Sunday, October 12, 2008

transformation of the mind

God’s ways and methods are incomprehensible to the natural mind. Perhaps the most difficult of all transformations is the transformation of the mind. Every inclination of the natural mind rebels against transformation.

The transformation from living from natural mind to being Christ-minded (I call it being God conscious) requires a great deal of submission to the ways of God. Walking in harmony with Him feels unnatural and dangerous to the natural mind. At the point of these feelings arising, we have a choice to make – will we subdue our feelings and trust that God knows what He is doing or will we take matters in our own hands in order to feel better?

When we decide to take matters in our own hands, we are choosing independence from God. To mask our desire for independence from God, we create a façade that looks godly. We sit in the place of God putting ourselves forth as God. In other words we live from the natural mind but call it God. In our own mind, our thought processes and actions are justified if we attach God to them.

During a gathering of church leaders, there was debate over how to handle a situation. One of the leaders spoke rather emphatically the following words. “We can do things Glen’s way and wait for God to move or we can take care of it ourselves.” These words came from the natural mind, a mind that was unwilling to wait on God. The inclination of the natural mind is to forge ahead in action since God seems to be absent at the time. Scripture repeatedly tells the stories of people who took matters into their own hands and acted independently of God. Every one of those stories ends in disaster.

For me, the greatest transformation of my mind occurred, not on some mountaintop, but in a several periods that I call my valleys of the shadow of death. Even though I had been a pastor and a church planter, yet my mind was still primarily operating in a state of self-consciousness. God began to invite me to walk and live in a different way, not according to my thought patterns but according to His paradigms. For a time, I felt like He was my enemy as He targeted my natural mindsets. He took aim at what I had become as I had followed the dictates of the natural mind. However, Each time I have walked through one of the valley periods, I have emerged transformed.

As you enter your own valley of the shadow of death, allow the transformation of your mind by living according to the invitation of God. Resist the urge to take matters into your own hands. As you find yourself in the depths of despair, resist the urge to give up on God. When you finally feel like you cannot go on, look up, breakthrough is near. The entire journey through the valley of the shadow of death will transform your mind.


**Your goal**
Repeat the listing below in full and exactly, but without its pictures.

**Source data**
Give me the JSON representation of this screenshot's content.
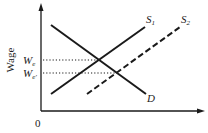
{
  "diagram": {
    "type": "labor-market supply-demand",
    "y_axis_label": "Wage",
    "origin_label": "0",
    "curves": [
      {
        "name": "D",
        "label_main": "D",
        "label_sub": "",
        "style": "solid"
      },
      {
        "name": "S1",
        "label_main": "S",
        "label_sub": "1",
        "style": "solid"
      },
      {
        "name": "S2",
        "label_main": "S",
        "label_sub": "2",
        "style": "dashed"
      }
    ],
    "wage_levels": [
      {
        "label_main": "W",
        "label_sub": "e",
        "style": "dotted"
      },
      {
        "label_main": "W",
        "label_sub": "e'",
        "style": "dotted"
      }
    ],
    "colors": {
      "line": "#1a1a1a",
      "background": "#ffffff"
    }
  }
}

**Solution to this problem**
Give me the JSON representation of this screenshot's content.
{
  "diagram": {
    "type": "labor-market supply-demand",
    "y_axis_label": "Wage",
    "origin_label": "0",
    "curves": [
      {
        "name": "D",
        "label_main": "D",
        "label_sub": "",
        "style": "solid"
      },
      {
        "name": "S1",
        "label_main": "S",
        "label_sub": "1",
        "style": "solid"
      },
      {
        "name": "S2",
        "label_main": "S",
        "label_sub": "2",
        "style": "dashed"
      }
    ],
    "wage_levels": [
      {
        "label_main": "W",
        "label_sub": "e",
        "style": "dotted"
      },
      {
        "label_main": "W",
        "label_sub": "e'",
        "style": "dotted"
      }
    ],
    "colors": {
      "line": "#1a1a1a",
      "background": "#ffffff"
    }
  }
}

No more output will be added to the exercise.